Our Economies Run on Housing Bubbles

by Raul Ilargi Meijer

We are witnessing the demise of the world’s two largest economic power blocks, the US and EU. Given deteriorating economic conditions on both sides of the Atlantic, the demise should come as no surprise.

Our Economies Run on Housing Bubbles | BullionBuzzThe debt levels are not just unprecedented; they would until recently have been unimaginable. When the conditions for today’s debt were first created in the second half of the 20th century, people had yet to wrap their minds around the opportunities and possibilities that were coming on offer. Once they did, they ran with it.

The survival of our economies today depends on the existence of housing bubbles. No bubble = no money creation = no functioning economy.

In the short term we should lower private debt levels and raise public debt to encourage economic activity, and aim for more and better jobs. But we’re doing the opposite: austerity measures are geared towards lowering public debt while they cut the consumer spending power that makes up 60-70% of our economies. Meanwhile, housing bubbles raise private debt through the roof.
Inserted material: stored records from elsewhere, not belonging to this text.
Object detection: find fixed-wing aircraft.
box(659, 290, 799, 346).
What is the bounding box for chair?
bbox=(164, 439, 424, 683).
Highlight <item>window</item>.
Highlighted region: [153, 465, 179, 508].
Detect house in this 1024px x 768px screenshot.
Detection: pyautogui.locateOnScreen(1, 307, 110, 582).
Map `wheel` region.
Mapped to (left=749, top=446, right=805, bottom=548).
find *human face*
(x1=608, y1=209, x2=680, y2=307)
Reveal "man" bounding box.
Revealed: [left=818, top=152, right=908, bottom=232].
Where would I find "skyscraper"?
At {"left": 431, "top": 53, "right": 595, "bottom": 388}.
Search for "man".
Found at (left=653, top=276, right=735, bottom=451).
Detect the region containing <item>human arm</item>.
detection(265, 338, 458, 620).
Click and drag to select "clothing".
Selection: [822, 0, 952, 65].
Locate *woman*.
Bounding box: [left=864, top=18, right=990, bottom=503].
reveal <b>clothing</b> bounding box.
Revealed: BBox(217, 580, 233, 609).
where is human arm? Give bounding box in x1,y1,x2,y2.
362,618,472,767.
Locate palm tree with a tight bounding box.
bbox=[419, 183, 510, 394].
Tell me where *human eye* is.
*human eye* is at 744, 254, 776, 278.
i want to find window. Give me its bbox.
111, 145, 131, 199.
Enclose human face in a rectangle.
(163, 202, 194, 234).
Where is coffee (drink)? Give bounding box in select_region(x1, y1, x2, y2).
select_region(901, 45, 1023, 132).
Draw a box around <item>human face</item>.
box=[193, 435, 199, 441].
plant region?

This is today’s general economic dynamic. It’s controlled by the price of debt. However, as interest rates make the price of debt look low, the real price is paid on Main Street, in the real economy, where the quality of jobs, if not the quantity, has fallen dramatically, and people can only survive by going deeper into more debt.

It’s ironic that the US isn’t either the first, or the most at risk this time around. There are plenty other housing markets with much bigger bubbles. The potential consequences of such developments are difficult to overestimate, because the banking systems—and entire economies—depend on these bubbles.

The aftermath will be chaotic, and it will be interesting to see what happens to the banks in all the countries where bubbles have been engineered once prices start dropping. It’s not healthy for an economy to depend on bubbles. It’s also not healthy to depend on private banks for the creation of a society’s money. It’s unhealthy, unnecessary and unethical. We’re about to see why.